Mrs. James moved among us, supervising our work. I hated this because I sat with brats younger than myself. I held my pencil awkwardly; writing didn’t come as easy as using my knives. The brats laughed at me behind their hands, eyes amused and innocent. I couldn’t even bring myself to dislike them for their careless prejudice.
They knew only safety and comfort. These brats were smug and self-assured, confident of their place in the world. In some respects I envied them. They didn’t have nightmares, or if they did, they weren’t about real things. Most had never seen a monster, let alone killed one. They’d never seen a Freak feeding on someone who died in the enclave, and then was cast out like garbage. They didn’t know how ruined the world was beyond the walls; they’d never felt claws tearing through their flesh. Small wonder I had nothing in common with these Salvation young.
As for the teacher, Mrs. James thought Stalker was a savage. Fade she liked a little better, because his scars could be hidden, and he knew how to show a polite, distant face. He had been doing it for years, after all, well before we went Topside. Nobody saw anything he didn’t intend to reveal. Mrs. James liked Tegan, much as all adults did, whereas she sighed at me, calling me an “unfortunate case of blighted potential,” whatever that meant.

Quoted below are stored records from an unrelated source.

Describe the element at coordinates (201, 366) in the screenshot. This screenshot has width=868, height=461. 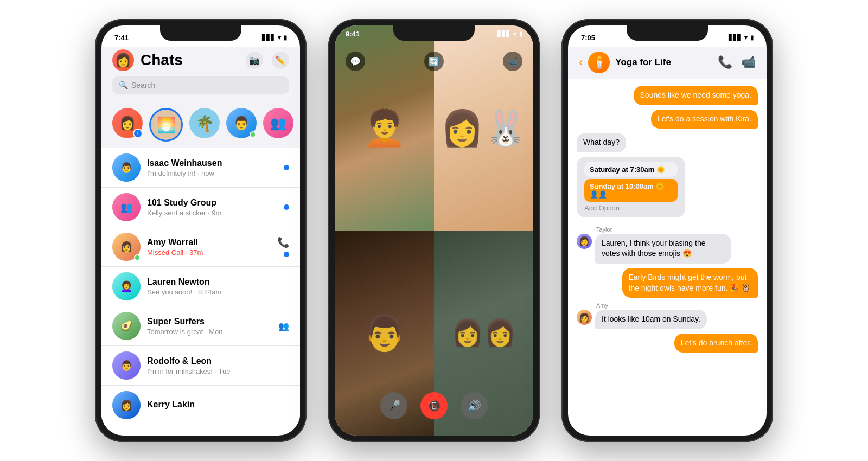
I see `chat-item-rodolfo: 👨 Rodolfo & Leon I'm in for milkshakes! …` at that location.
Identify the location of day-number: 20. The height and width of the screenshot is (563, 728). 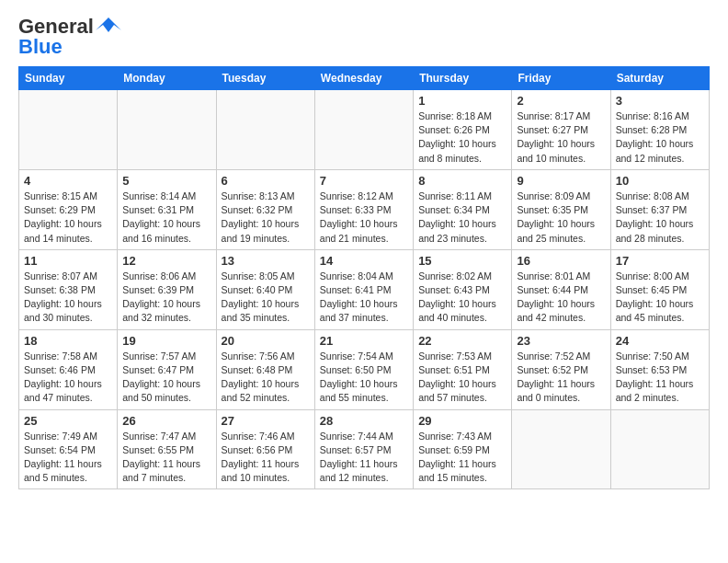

Today, she was running on about some terrible tragedy, determined we’d learn from our forebearers’ mistakes. “And so, that’s why it’s imperative to pay attention to the past. We don’t want to repeat such errors, do we?”
While Mrs. James lectured, my mind wandered. Things that happened in the enclave—that I hadn’t questioned at the time—troubled me now. I wondered how bad a person I was for not realizing there were problems sooner. Sometimes worry and regret balled up in my stomach like a sickness.
I killed my first man when I was twelve years old.
It was my final trial, the last test I would undergo before being accepted as a Huntress. Though I had been training for it, this deed determined whether I had a fierce heart. I could still see his face, even three and a half years later; he had been weak and injured. The elders told me he was a Nassau spy, caught skulking inside our borders outside the safety of a trading party. I remember how he begged for mercy, his voice hoarse with despair. I’d steeled myself. It was the first time I’d held a knife, as brats owned no weapons. In hindsight, I should have smelled the stench of the elders’ dishonesty, but I hadn’t paid close enough attention.
“They brought me here,” he’d moaned. “They brought me.”